> YOUR INSTRUCTIONS: Only the lines from the one with "Find the location" through the final line below belong in the answer, copied exactly and without pictures.

╭──

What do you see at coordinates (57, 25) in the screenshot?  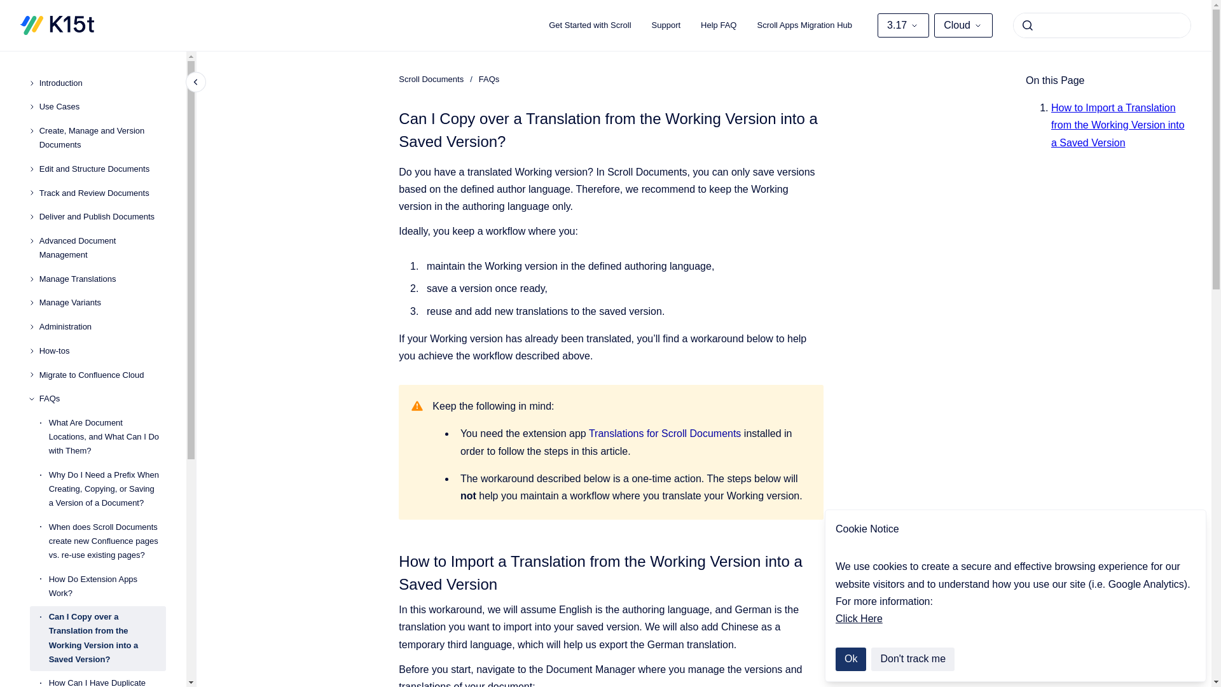 I see `Go to homepage` at bounding box center [57, 25].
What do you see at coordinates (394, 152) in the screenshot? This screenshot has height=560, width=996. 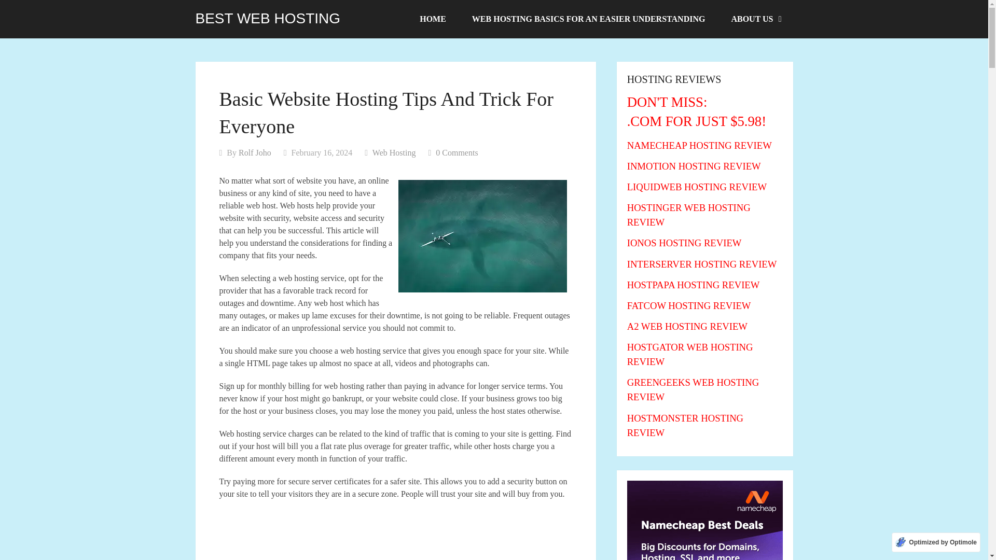 I see `Web Hosting` at bounding box center [394, 152].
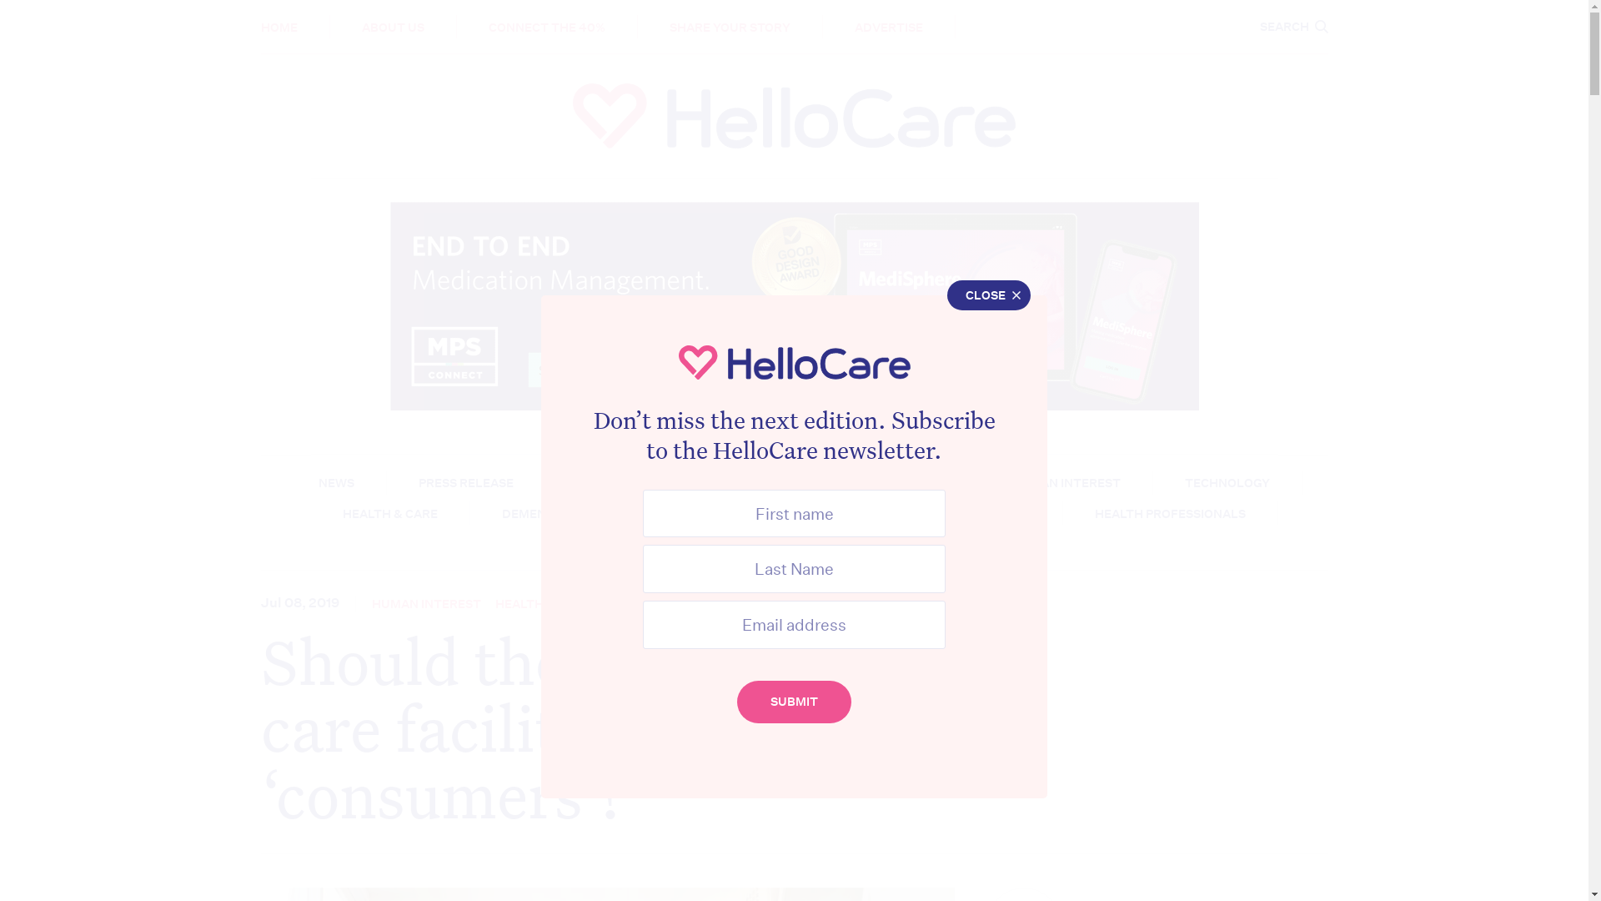  Describe the element at coordinates (729, 28) in the screenshot. I see `SHARE YOUR STORY` at that location.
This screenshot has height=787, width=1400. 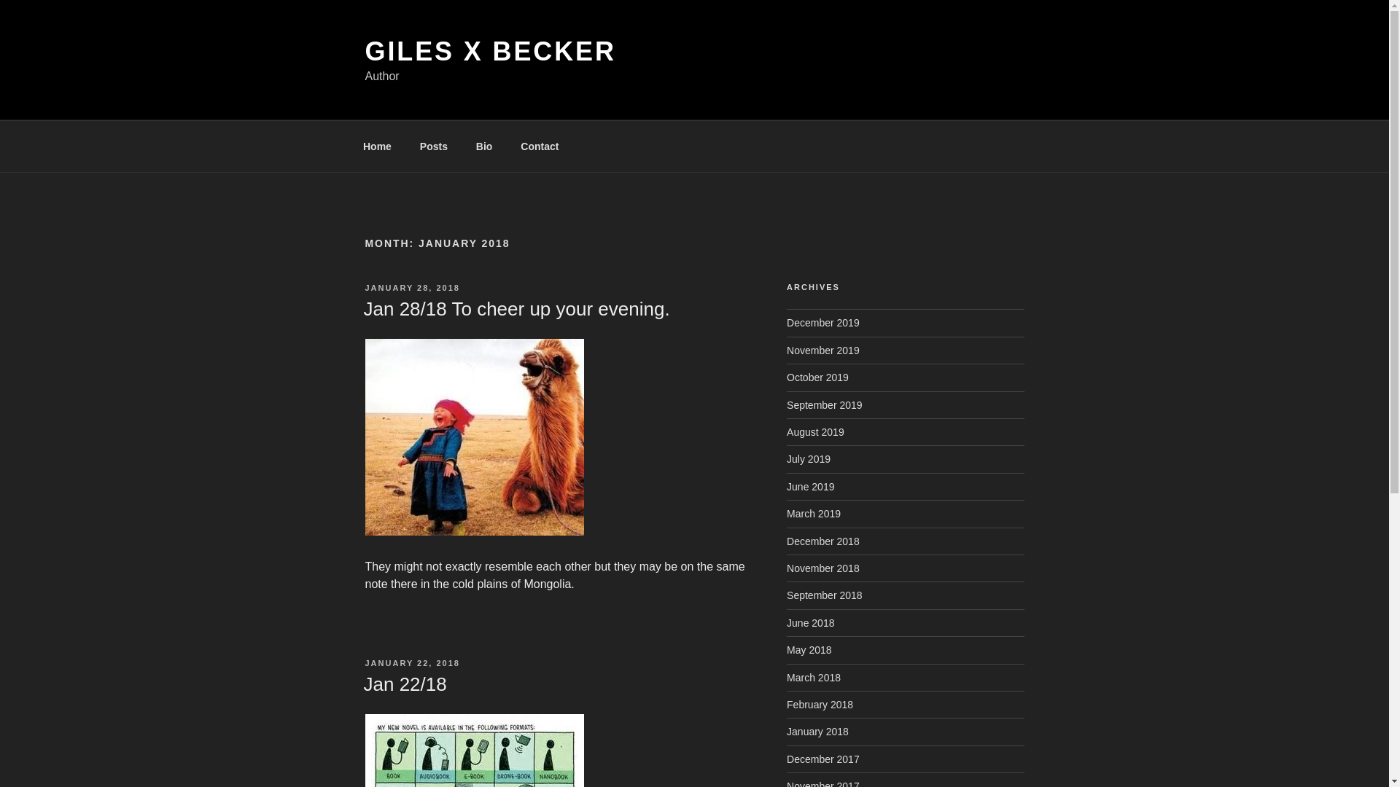 What do you see at coordinates (822, 569) in the screenshot?
I see `November 2018` at bounding box center [822, 569].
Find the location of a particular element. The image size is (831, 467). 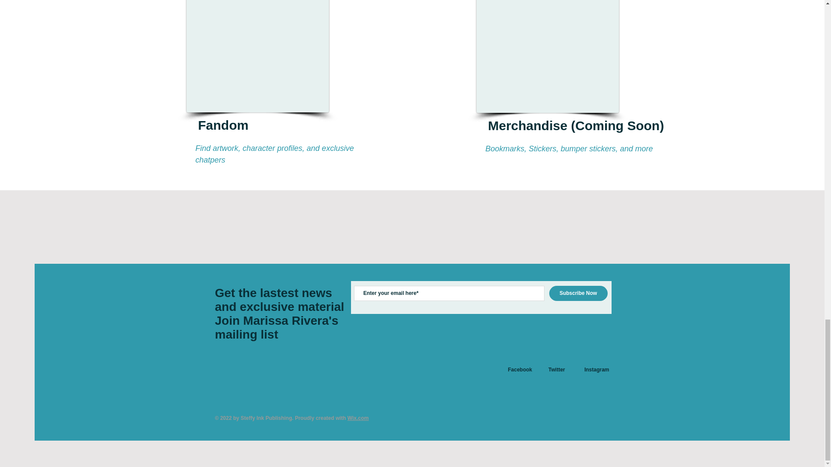

Instagram is located at coordinates (596, 369).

╰──

> ANSWER TO THIS PROBLEM:
Find the location of a particular element. The image size is (831, 467). 

Instagram is located at coordinates (596, 369).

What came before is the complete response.